RELATED: Op-Ed: In the U.S., We Rebuilt What Fidel Destroyed

As far as human rights are concerned, it’s only fair that criticisms of the worst excesses of Castro’s regime — characterized as persistent, although not exactly horrific by a recent Human Rights Watch report — be accompanied by a recognition that most democracies in the “free world” have political prisoners and some level of persecution of dissidents.

It’s particularly hard for the U.S., accused of violating international law by denying suspected terrorists due process and in fact torturing them in its Guantánamo prison — that sits on occupied Cuban territory — to take much of a moral high ground in such a debate.

As much celebrating as there was in Little Havana on Friday night, it remains to be seen what real significance Castro’s death will have on Cuba’s future. The economic reforms begun by Raúl will most likely proceed at a possibly accelerated pace, but they are still designed to leave socialism intact.

There is no indication, particularly with a Trump presidency that the embargo will be lifted at any time soon.

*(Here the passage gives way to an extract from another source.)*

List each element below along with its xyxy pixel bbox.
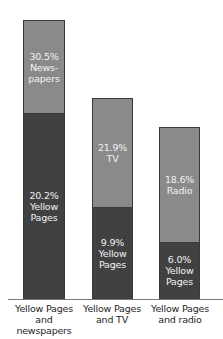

And as much as there is continued discontent and risky attempts at emigration by Cuban residents, regime change on the island seems unlikely.

The passing of Fidel has provoked strong opinions across a broad political spectrum, and a great deal of human, emotional reaction.

Yet it seems Fidel’s ability to change the world passed away a long time ago, and all we’re left with is the slowly vanishing image of that handsome, bearded man holding a cigar, using his oratory brilliance to keep the revolutionary imagination from disappearing. My hope is that Cuba will ultimately, on its own terms, hold onto its dream of liberation.

Ed Morales is a freelance writer for The Nation and other publications. Based in New York, he teaches at Columbia University’s Center for the Study of Ethnicity and Race. He co-directed a documentary, Whose Barrio?, about the gentrification of East Harlem.